The book is fiction. The town it's built on is real, and the crater is real, and the bridge is real, and Fat Lance was named for a real best friend.
Mike Uhlir is a comic book writer, creator, and visual effects veteran with over 25 years of experience in film, television, and emerging technology. He began his career in New York before moving into the broader industry, working at studios including Digital Domain and Magic Leap, where he served as Creative Director and designed original intellectual property for one of the most ambitious mixed reality platforms ever built. His film credits include Thor, Rock of Ages, and Fantastic Beasts, among others.
A child of the 80s who grew up in South Florida reading comics and watching horror movies, Uhlir eventually traded the coast for central Alabama, where he found a town with a meteor crater, a legendary catfish, and enough history to fill a lifetime of stories. StarFell is his first published comic series. He is also the founder of StarFell Studios and the creator of POPUHLIR, a collectible designer figure brand. He lives in Alabama with his family.
Wetumpka, Alabama is one of those places that doesn't announce itself. It has a pretty downtown, a concrete arch bridge over the Coosa River, a single-screen movie theater that has seen better days, and a small museum on the corner that keeps the town's history in order. What it doesn't advertise is that the whole thing is sitting inside a meteor crater.
About 85 million years ago, a cruise-ship-sized rock traveling at somewhere between 10 and 20 miles per second hit what is now central Alabama with an impact roughly 175,000 times the force of Hiroshima. The debris reached the Gulf of Mexico. The crater rim is still there — a ridge of hills that most people drive past without realizing what they're looking at. The rocks jutting out of the Coosa River at the base of the Bibb Graves Bridge are angled from the impact. The whole town is the crater.
Mike Uhlir found all of this by accident, the way you find the best things. He started exploring — driving roads with no guardrails to stand on the rim, reading the local history at the Elmore County Museum, learning about the endangered Tulotoma snail that lives only in that stretch of the river, hearing the fish stories about the legendary catfish that nobody could ever catch. He learned that in the late 1800s, a stretch of downtown was known as the Dark and Bloody Square. He stood outside the old Fain Theater, shuttered and dark, and pictured what it would have looked like in 1962 with something pouring out the front doors.
That was the book.
StarFell is Wetumpka with the crater turned on. The Bibb Graves Bridge is in every issue. The Old Calaboose — built in 1820, still standing on the riverbank — is where Johnny Gale spends Issue 3. The Elmore County Museum is a recurring set. The Tulotoma snail mutates into a kaiju. The legendary catfish grows tentacles and walks on land. Every landmark is real. Every street exists. Mike photographed the town block by block before he handed any of it to the monsters.
He also went to the mayor's office and introduced himself before the first issue went to print.
The concrete arch bridge over the Coosa River that opens the book. Mike rebuilt it in CG, bolt for bolt.
StarFell's 1820 jail — where Johnny Gale spends Issue 3 chained to a wall.
The single-screen movie house where Mike first watched The Blob. The spark.
The local museum that holds StarFell's real history — and one of the book's standing sets.
A real, endangered river snail native to central Alabama. In the book, the crystals make it bigger. Much bigger.
Every Southern town has a legendary giant catfish. StarFell's is named for Mike's childhood best friend.
StarFell is a collaboration of artists who took the script and made it stand up.
StarFell has been covered by Southern lit and comics outlets — and the bridge built in CG has its own video.
→ Watch the CG bridge intro on YouTube
→ StarFell Studios — the official site
→ Press, retail, or interview requests
"It's better to give her flowers while she is here,— Johnny Gale
instead of bringing them to her when she's gone."
For press, retail orders, interviews, signings, or just to say hello — Mike reads every note.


= Task objective =
Go line by line through the records below. Copy whichever lines contain the string "South".

===== Material provided

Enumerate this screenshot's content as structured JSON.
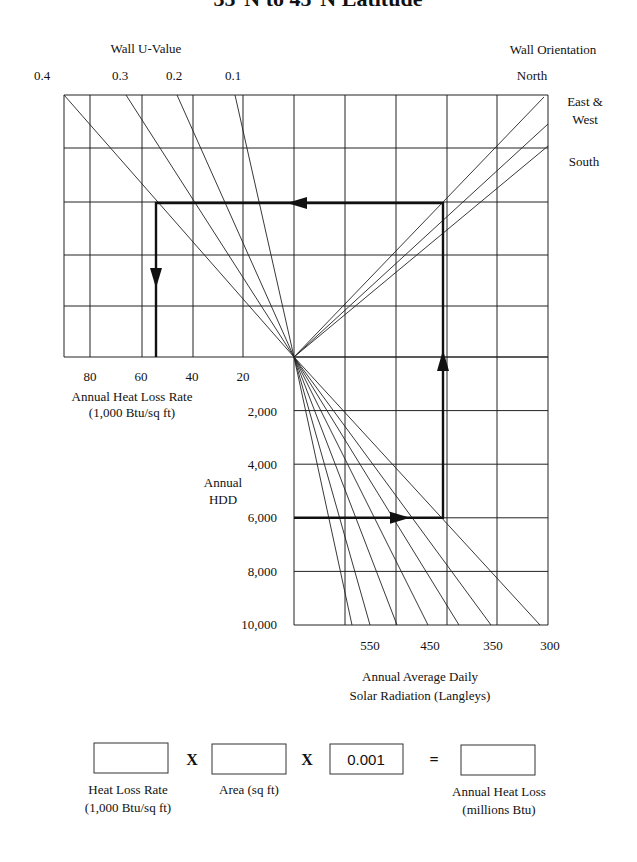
{
  "chart_data": {
    "type": "nomograph",
    "title": "35°N to 45°N Latitude",
    "upper_left": {
      "axis_label_top": "Wall U-Value",
      "u_values": [
        "0.4",
        "0.3",
        "0.2",
        "0.1"
      ],
      "xlabel": "Annual Heat Loss Rate",
      "xlabel_units": "(1,000 Btu/sq ft)",
      "x_ticks": [
        "80",
        "60",
        "40",
        "20"
      ],
      "x_tick_values": [
        80,
        60,
        40,
        20
      ],
      "x_range": [
        100,
        0
      ]
    },
    "upper_right": {
      "legend_title": "Wall Orientation",
      "orientations": [
        "North",
        "East &",
        "West",
        "South"
      ],
      "orientation_names": [
        "North",
        "East & West",
        "South"
      ]
    },
    "lower": {
      "ylabel": "Annual",
      "ylabel2": "HDD",
      "y_ticks": [
        "2,000",
        "4,000",
        "6,000",
        "8,000",
        "10,000"
      ],
      "y_tick_values": [
        2000,
        4000,
        6000,
        8000,
        10000
      ],
      "y_range": [
        0,
        10000
      ],
      "xlabel": "Annual Average Daily",
      "xlabel2": "Solar Radiation (Langleys)",
      "x_ticks": [
        "550",
        "450",
        "350",
        "300"
      ],
      "radiation_lines_langleys": [
        600,
        550,
        500,
        450,
        400,
        350,
        300
      ]
    },
    "example_path": {
      "hdd": 6000,
      "orientation": "East & West",
      "heat_loss_rate": 54,
      "steps": [
        "6,000 HDD → radiation line",
        "up to wall orientation line",
        "left to wall U-value line",
        "down to heat loss rate"
      ]
    }
  },
  "equation": {
    "box1_value": "",
    "box1_label_1": "Heat Loss Rate",
    "box1_label_2": "(1,000 Btu/sq ft)",
    "op1": "X",
    "box2_value": "",
    "box2_label": "Area (sq ft)",
    "op2": "X",
    "box3_value": "0.001",
    "op3": "=",
    "box4_value": "",
    "box4_label_1": "Annual Heat Loss",
    "box4_label_2": "(millions Btu)"
  }
}
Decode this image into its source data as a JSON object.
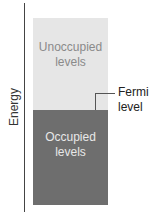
{
  "axis": {
    "label": "Energy"
  },
  "bands": {
    "unoccupied": {
      "line1": "Unoccupied",
      "line2": "levels",
      "color": "#e6e6e6"
    },
    "occupied": {
      "line1": "Occupied",
      "line2": "levels",
      "color": "#6e6e6e"
    }
  },
  "fermi": {
    "line1": "Fermi",
    "line2": "level"
  }
}
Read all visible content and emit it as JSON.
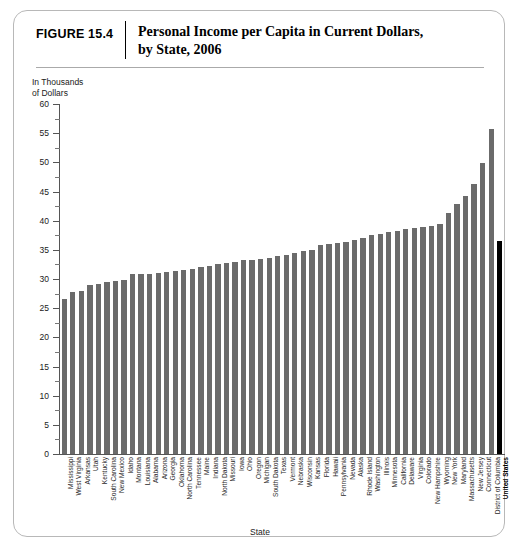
{
  "figure": {
    "number_label": "FIGURE 15.4",
    "title_line1": "Personal Income per Capita in Current Dollars,",
    "title_line2": "by State, 2006"
  },
  "colors": {
    "bar": "#6b6b6b",
    "highlight_bar": "#000000",
    "axis": "#555555",
    "card_border": "#b8b8b8"
  },
  "chart_data": {
    "type": "bar",
    "title": "Personal Income per Capita in Current Dollars, by State, 2006",
    "xlabel": "State",
    "ylabel": "In Thousands\nof Dollars",
    "ylim": [
      0,
      60
    ],
    "ytick_step": 5,
    "yticks": [
      0,
      5,
      10,
      15,
      20,
      25,
      30,
      35,
      40,
      45,
      50,
      55,
      60
    ],
    "ytick_labels": [
      "0",
      "5",
      "10",
      "15",
      "20",
      "25",
      "30",
      "35",
      "40",
      "45",
      "50",
      "55",
      "60"
    ],
    "minor_ticks": true,
    "grid": false,
    "legend": "none",
    "highlight_category": "United States",
    "categories": [
      "Mississippi",
      "West Virginia",
      "Arkansas",
      "Utah",
      "Kentucky",
      "South Carolina",
      "New Mexico",
      "Idaho",
      "Montana",
      "Louisiana",
      "Alabama",
      "Arizona",
      "Georgia",
      "Oklahoma",
      "North Carolina",
      "Tennessee",
      "Maine",
      "Indiana",
      "North Dakota",
      "Missouri",
      "Iowa",
      "Ohio",
      "Oregon",
      "Michigan",
      "South Dakota",
      "Texas",
      "Vermont",
      "Nebraska",
      "Wisconsin",
      "Kansas",
      "Florida",
      "Hawaii",
      "Pennsylvania",
      "Nevada",
      "Alaska",
      "Rhode Island",
      "Washington",
      "Illinois",
      "Minnesota",
      "California",
      "Delaware",
      "Virginia",
      "Colorado",
      "New Hampshire",
      "Wyoming",
      "New York",
      "Maryland",
      "Massachusetts",
      "New Jersey",
      "Connecticut",
      "District of Columbia",
      "United States"
    ],
    "values": [
      26.5,
      27.8,
      27.9,
      29.0,
      29.2,
      29.5,
      29.6,
      29.9,
      30.8,
      30.9,
      30.9,
      31.0,
      31.2,
      31.3,
      31.6,
      31.8,
      32.0,
      32.3,
      32.5,
      32.8,
      33.0,
      33.2,
      33.3,
      33.4,
      33.6,
      34.0,
      34.2,
      34.5,
      34.8,
      35.0,
      35.8,
      36.0,
      36.2,
      36.4,
      36.7,
      37.1,
      37.6,
      37.8,
      38.1,
      38.2,
      38.6,
      38.8,
      39.0,
      39.1,
      39.5,
      41.4,
      42.8,
      44.3,
      46.3,
      49.9,
      55.8,
      36.5
    ]
  }
}
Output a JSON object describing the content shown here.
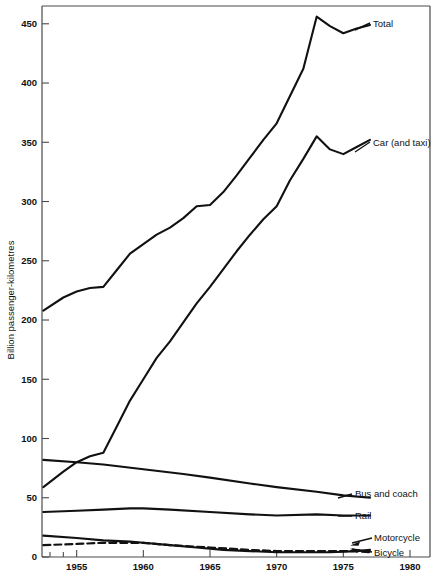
{
  "chart_data": {
    "type": "line",
    "title": "",
    "xlabel": "",
    "ylabel": "Billion passenger-kilometres",
    "xlim": [
      1952.4,
      1981.5
    ],
    "ylim": [
      0,
      465
    ],
    "grid": false,
    "legend_position": "inline-right-of-series",
    "x_ticks": [
      1955,
      1960,
      1965,
      1970,
      1975,
      1980
    ],
    "x_tick_labels": [
      "1955",
      "1960",
      "1965",
      "1970",
      "1975",
      "1980"
    ],
    "y_ticks": [
      0,
      50,
      100,
      150,
      200,
      250,
      300,
      350,
      400,
      450
    ],
    "y_tick_labels": [
      "0",
      "50",
      "100",
      "150",
      "200",
      "250",
      "300",
      "350",
      "400",
      "450"
    ],
    "series": [
      {
        "name": "Total",
        "label": "Total",
        "style": "solid",
        "color": "#111111",
        "x": [
          1952.5,
          1954,
          1955,
          1956,
          1957,
          1958,
          1959,
          1960,
          1961,
          1962,
          1963,
          1964,
          1965,
          1966,
          1967,
          1968,
          1969,
          1970,
          1971,
          1972,
          1973,
          1974,
          1975,
          1976,
          1977
        ],
        "values": [
          208,
          219,
          224,
          227,
          228,
          242,
          256,
          264,
          272,
          278,
          286,
          296,
          297,
          308,
          322,
          337,
          352,
          366,
          389,
          412,
          456,
          448,
          442,
          446,
          449
        ]
      },
      {
        "name": "Car (and taxi)",
        "label": "Car (and taxi)",
        "style": "solid",
        "color": "#111111",
        "x": [
          1952.5,
          1954,
          1955,
          1956,
          1957,
          1958,
          1959,
          1960,
          1961,
          1962,
          1963,
          1964,
          1965,
          1966,
          1967,
          1968,
          1969,
          1970,
          1971,
          1972,
          1973,
          1974,
          1975,
          1976,
          1977
        ],
        "values": [
          59,
          72,
          80,
          85,
          88,
          110,
          132,
          150,
          168,
          182,
          198,
          214,
          228,
          243,
          258,
          272,
          285,
          296,
          318,
          336,
          355,
          344,
          340,
          346,
          352
        ]
      },
      {
        "name": "Bus and coach",
        "label": "Bus and coach",
        "style": "solid",
        "color": "#111111",
        "x": [
          1952.5,
          1955,
          1957,
          1960,
          1963,
          1965,
          1968,
          1970,
          1973,
          1975,
          1977
        ],
        "values": [
          82,
          80,
          78,
          74,
          70,
          67,
          62,
          59,
          55,
          52,
          50
        ]
      },
      {
        "name": "Rail",
        "label": "Rail",
        "style": "solid",
        "color": "#111111",
        "x": [
          1952.5,
          1955,
          1957,
          1959,
          1960,
          1962,
          1965,
          1968,
          1970,
          1973,
          1975,
          1977
        ],
        "values": [
          38,
          39,
          40,
          41,
          41,
          40,
          38,
          36,
          35,
          36,
          35,
          35
        ]
      },
      {
        "name": "Motorcycle",
        "label": "Motorcycle",
        "style": "solid",
        "color": "#111111",
        "x": [
          1952.5,
          1955,
          1957,
          1959,
          1960,
          1962,
          1964,
          1966,
          1968,
          1970,
          1972,
          1974,
          1976,
          1977
        ],
        "values": [
          18,
          16,
          14,
          13,
          12,
          10,
          8,
          6,
          5,
          4,
          4,
          4,
          5,
          6
        ]
      },
      {
        "name": "Bicycle",
        "label": "Bicycle",
        "style": "dashed",
        "color": "#111111",
        "x": [
          1952.5,
          1955,
          1957,
          1959,
          1960,
          1962,
          1965,
          1968,
          1970,
          1972,
          1974,
          1976,
          1977
        ],
        "values": [
          10,
          11,
          12,
          12,
          12,
          10,
          8,
          6,
          5,
          5,
          5,
          5,
          4
        ]
      }
    ],
    "annotations": [
      {
        "text": "Total",
        "attached_to": "Total",
        "pointer": "leader-line"
      },
      {
        "text": "Car (and taxi)",
        "attached_to": "Car (and taxi)",
        "pointer": "leader-line"
      },
      {
        "text": "Bus and coach",
        "attached_to": "Bus and coach",
        "pointer": "leader-line"
      },
      {
        "text": "Rail",
        "attached_to": "Rail",
        "pointer": "leader-line"
      },
      {
        "text": "Motorcycle",
        "attached_to": "Motorcycle",
        "pointer": "arrow"
      },
      {
        "text": "Bicycle",
        "attached_to": "Bicycle",
        "pointer": "arrow"
      }
    ]
  }
}
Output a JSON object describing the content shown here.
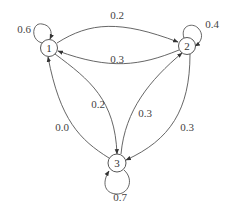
{
  "diagram": {
    "type": "markov-chain-state-transition",
    "nodes": [
      {
        "id": "1",
        "label": "1"
      },
      {
        "id": "2",
        "label": "2"
      },
      {
        "id": "3",
        "label": "3"
      }
    ],
    "edges": [
      {
        "from": "1",
        "to": "1",
        "label": "0.6"
      },
      {
        "from": "1",
        "to": "2",
        "label": "0.2"
      },
      {
        "from": "2",
        "to": "1",
        "label": "0.3"
      },
      {
        "from": "2",
        "to": "2",
        "label": "0.4"
      },
      {
        "from": "1",
        "to": "3",
        "label": "0.2"
      },
      {
        "from": "3",
        "to": "2",
        "label": "0.3"
      },
      {
        "from": "2",
        "to": "3",
        "label": "0.3"
      },
      {
        "from": "3",
        "to": "1",
        "label": "0.0"
      },
      {
        "from": "3",
        "to": "3",
        "label": "0.7"
      }
    ]
  }
}
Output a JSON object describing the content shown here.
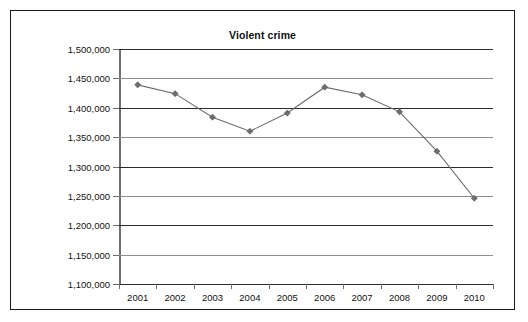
{
  "chart_data": {
    "type": "line",
    "title": "Violent crime",
    "xlabel": "",
    "ylabel": "",
    "categories": [
      "2001",
      "2002",
      "2003",
      "2004",
      "2005",
      "2006",
      "2007",
      "2008",
      "2009",
      "2010"
    ],
    "values": [
      1439000,
      1424000,
      1384000,
      1360000,
      1391000,
      1435000,
      1422000,
      1393000,
      1326000,
      1246000
    ],
    "series": [
      {
        "name": "Violent crime",
        "values": [
          1439000,
          1424000,
          1384000,
          1360000,
          1391000,
          1435000,
          1422000,
          1393000,
          1326000,
          1246000
        ]
      }
    ],
    "ylim": [
      1100000,
      1500000
    ],
    "ytick_step": 50000,
    "ytick_labels": [
      "1,500,000",
      "1,450,000",
      "1,400,000",
      "1,350,000",
      "1,300,000",
      "1,250,000",
      "1,200,000",
      "1,150,000",
      "1,100,000"
    ],
    "ytick_values": [
      1500000,
      1450000,
      1400000,
      1350000,
      1300000,
      1250000,
      1200000,
      1150000,
      1100000
    ],
    "grid": true,
    "legend": "none",
    "marker": "diamond",
    "colors": {
      "line": "#6b6b6b",
      "marker": "#6d6d6d",
      "gridline": "#8d8d8d",
      "gridline_dark": "#2b2b2b",
      "axis": "#6f6f6f",
      "frame": "#1a1a1a",
      "text": "#111111",
      "background": "#ffffff"
    }
  }
}
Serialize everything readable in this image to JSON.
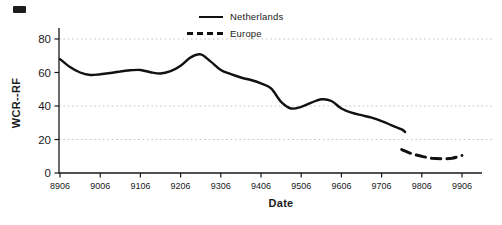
{
  "chart_data": {
    "type": "line",
    "title": "",
    "xlabel": "Date",
    "ylabel": "WCR--RF",
    "x_tick_labels": [
      "8906",
      "9006",
      "9106",
      "9206",
      "9306",
      "9406",
      "9506",
      "9606",
      "9706",
      "9806",
      "9906"
    ],
    "y_tick_values": [
      0,
      20,
      40,
      60,
      80
    ],
    "ylim": [
      0,
      80
    ],
    "gridline_values": [
      20,
      40,
      80
    ],
    "grid_style": "dotted",
    "legend_position": "top-center",
    "colors": {
      "line": "#111111",
      "gridline": "#c3c3c3",
      "axis": "#1a1a1a"
    },
    "series": [
      {
        "name": "Netherlands",
        "line_style": "solid",
        "points": [
          [
            8906,
            68.0
          ],
          [
            8909,
            63.2
          ],
          [
            8912,
            60.0
          ],
          [
            9003,
            58.5
          ],
          [
            9006,
            59.0
          ],
          [
            9009,
            59.7
          ],
          [
            9012,
            60.6
          ],
          [
            9103,
            61.3
          ],
          [
            9106,
            61.5
          ],
          [
            9109,
            60.2
          ],
          [
            9112,
            59.4
          ],
          [
            9203,
            60.8
          ],
          [
            9206,
            64.0
          ],
          [
            9209,
            69.0
          ],
          [
            9212,
            70.8
          ],
          [
            9303,
            66.5
          ],
          [
            9306,
            61.5
          ],
          [
            9309,
            59.0
          ],
          [
            9312,
            57.0
          ],
          [
            9403,
            55.5
          ],
          [
            9406,
            53.5
          ],
          [
            9409,
            50.5
          ],
          [
            9412,
            42.5
          ],
          [
            9503,
            38.5
          ],
          [
            9506,
            39.5
          ],
          [
            9509,
            42.0
          ],
          [
            9512,
            44.0
          ],
          [
            9603,
            43.0
          ],
          [
            9606,
            38.5
          ],
          [
            9609,
            36.0
          ],
          [
            9612,
            34.5
          ],
          [
            9703,
            33.0
          ],
          [
            9706,
            31.0
          ],
          [
            9709,
            28.5
          ],
          [
            9712,
            26.0
          ],
          [
            9801,
            24.5
          ]
        ]
      },
      {
        "name": "Europe",
        "line_style": "dashed",
        "points": [
          [
            9712,
            14.0
          ],
          [
            9803,
            11.5
          ],
          [
            9806,
            10.0
          ],
          [
            9809,
            8.8
          ],
          [
            9812,
            8.5
          ],
          [
            9903,
            8.8
          ],
          [
            9906,
            10.5
          ]
        ]
      }
    ]
  }
}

==========

= Your response =
        "South"
        "South"
      "South Carolina",
      "South Dakota",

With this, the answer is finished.